Ego Is the Enemy

Reviewed on , book by Ryan Holiday

Ego Is The Enemy starts off with a strong testament: The type of people who tend to succeed early, tend to be the same kind of people who are in danger of ego taking the predominant voice in their actions. As your body of accomplishments grow, your ego may follow, installing itself in you as an arrogance. Arrogance is often confused with power and self-confidence, both by the person, and by people around them. Ego is a soothing voice. It’s comforting. Pursuing great work, in arts, business or sports is a terrifying endeavor. Ego will justify not doing so, reminding us of our past great accomplishments. Replacing our uncertainty with self-absorption. It will tell us exactly what we want to hear, when we want to hear it. This is extremely dangerous. Instead of sitting with our heads down, and getting work done, the ego will lead us in the direction of the work that is more public. More easily recognized. It will take all the short term leaps it can.

But what does ego know? The ego was built by accomplishments that predated the strong ego. It doesn’t know anything about accomplishing success. Instead, it provides us with a great recipe for how to ruin it. Ego is what causes Kanye to go from the medium that built his ego, music, to fronts he’s convinced he can succeed in. Fashion. Arguably one of the most competitive, chaotic industries in the world. Kanye is convinced he can succeed here, but he is not. He is letting his ego carry from one accomplishment, to the other. It is not the rational, heads-down, humble, self-aware self that is driving this, it’s the ego. Talent, skill and confidence is not rare. Humility, diligence and self-awareness are.

When let the ego subdue, you will fall into traps of accomplishment. Research shows that goal visualization is important, but at a certain point our brains start to confuse it with actual progress. When I read this, it terrified me, because I am working on a project that has high complexity, high risks and high uncertainty. I spend a lot of time talking with people, collecting information, but how much am I confusing the action of explaining my goal, talking with people, with actual progress? How do I know the difference between the two? Am I talking to them because I want to show them this great project I will do? Am I having the meeting for validation of the ego, or am I having it because I legitimately need information?

Ego actively prevents us from getting better. We know about unknown-unknowns, we know about known unknowns, we know about known-knowns. What people often leave out, are the unknown-knowns. These are our assumptions. Our stereotypes. Our biases. This is our most dangerous vice. The ego completely ignores this. How will we turn anything upside down, if we cannot question our assumptions?

Holiday describes the dangers of passion. There is a survival bias present in the world of passion, where we see all the successes that come from it, but not the order of magnitude of failures that lie behind each success. They are invisible. It doesn’t surface when someone takes a loan in their house, maxes our their credit cards and uses all their SO’s savings to chase an idea. It surfaces when that succeeds, but never when it fails. This is the other side of the medal of passion. The ego loves passion, because it’s a blindfolding tool it can use.

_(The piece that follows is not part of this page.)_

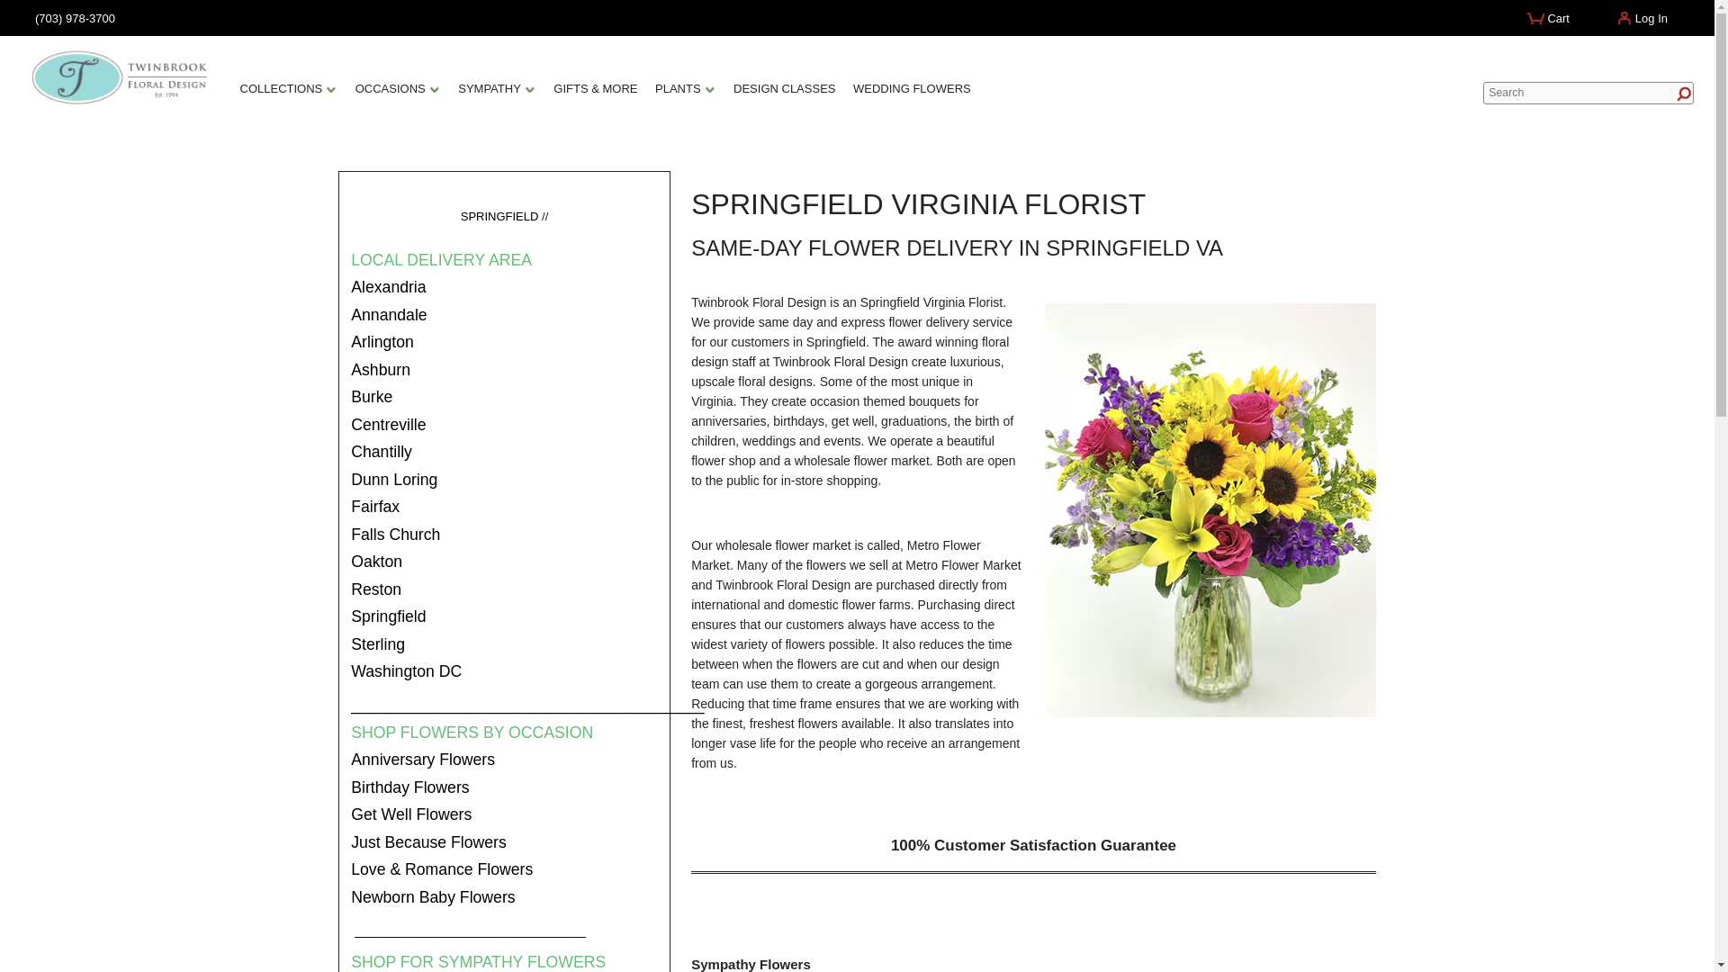  I want to click on Search, so click(1588, 92).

The book touches on the issue of money: by default, we will always want more. If we don’t set ourselves a target, getting more is the easiest path forward. But money comes with significant downsides. You may accumulate habits on the hedonic treadmill that causes you to not rely on this money. This means you may have to say yes to things in the future that you don’t actually want to do. You need targets and metrics, not constant accumulation of money, which usually follows from increasing accumulation of expectations from other people. At this point, you’ve said yes to money over your own freedom. Find poise, not pose.

What is the ego? Holiday is not referring to the Freudian ego. He uses the term to describe the part of you that is always striving for recognition. The part of you that always has an excuse. The part of you that prevents you from getting done what you need to get done. It’s not a power that corrupts, that would be too simple. Instead, it is a force that fragments. It closes options. It mesmerizes. It clouds your mind, and puts blindfolds on you. It decreases your perspective. It makes you see what you want to see. Ego is the default choice, because it’s soothing. That is precisely why we must be cognizant of it, and counter-balance it. In every situation, ask yourself who is acting. Is it you, your goals, your vision, your long-term accomplishments, and your confidence? Or is it your ego?

Ego is the enemy. That is a sentence I’ll repeat to myself after reading this book. This is an extremely important book that I believe I read at the right time. I’m extremely grateful for this book, which is only something that happens every 20-40 books I read.